Export-oriented investments slump in last 2 years
Investment commitments, mostly by foreign investors for the exports market, registered by the Philippine Economic Zone Authority (PEZA) showed a dramatic 36.4 percent decline on the second year of the Duterte administration, according to official data.
From July 1, 2017 to June 30, 2018, investments registered by PEZA reached only R170.417 billion from R268.364 billion committed investments on the first year of the Duterte government or from July 1, 2016 to June 30, 2017. Combined, there were a total of R438.781-billion investments approved by PEZA in the first two years of this current administration.
The sharp decline in investment approvals by PEZA was largely due a correspondingly decline in the inflow of projects. There were only 564 projects registered on the second year of this administration or just half of the 1,076 approved in the previous year.
The slump in investments had also made a dent on the employment generation of PEZA to only 81,842 in the second year or 31.2 percent lower than the 119,031 jobs created in the first year of this administration. Exports also slowed down to $48.11billion from $50.685 billion the previous year.
On the first year of the Duterte administration, PEZA was complaining of several approved special economic zones that were awaiting Malacañang proclamation.
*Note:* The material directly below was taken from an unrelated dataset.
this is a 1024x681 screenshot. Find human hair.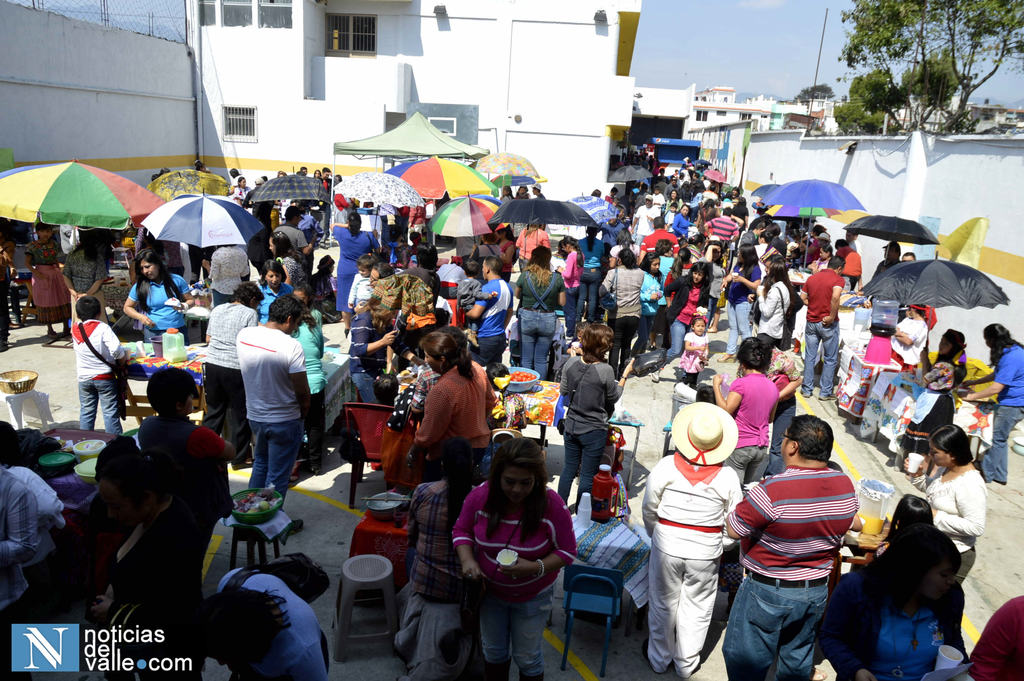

PEZA blamed the inaction over these projects as one of the reasons for the slowing down of investments.
PEZA also cited the uncertainty among American IT and BPO firms to invest here because of the antiglobalization policy of the Trump administration.
In the first half of this year, investment pledges registered PEZA plunged 55.86 percent from R120.220 billion to R53.067 billion in the same period in 2017. The number of project registration also decreased by 14 percent to 258 from 300 in the same first semester of 2017.
PEZA Director-General Charito B. Plaza said investors held off their expansion and new projects in the country due to the dark cloud of uncertainty brought about by the proposed second package of the government’s comprehensive tax reform program (CTRP) that seeks to remove incentives and emasculate the exportgenerating agency.
“Because of uncertainties brought by the second package or TRAIN 2 although the objectives are meaningful, but the bill sends different interpretations and investors are also worried because their interpretation is that PEZA will be demolished because present authorities will remove the incentives and PEZA will be replaced by the Fiscal Incentives Regulatory Board (FIRB),” noted Plaza.
Plaza said that some PEZA locators with plans to expand their operations in the country have already raised the possibility of “pulling out” and been given signals or authority by their principal offices to start considering looking at possible countries to transfer their operations if the current bill is passed into law.
To arrest this downhill in investments inflow, Plaza appealed to the government particularly the Department of Finance, the Lower House and Senate to address this apprehension immediately because the impression really is that “there is no stability of laws and policies in the Philippines.”
“They (investors) are happy with the PEZA but why are they changing the rules of the game. The performance of PEZA has proven that our incentives are working,” she said.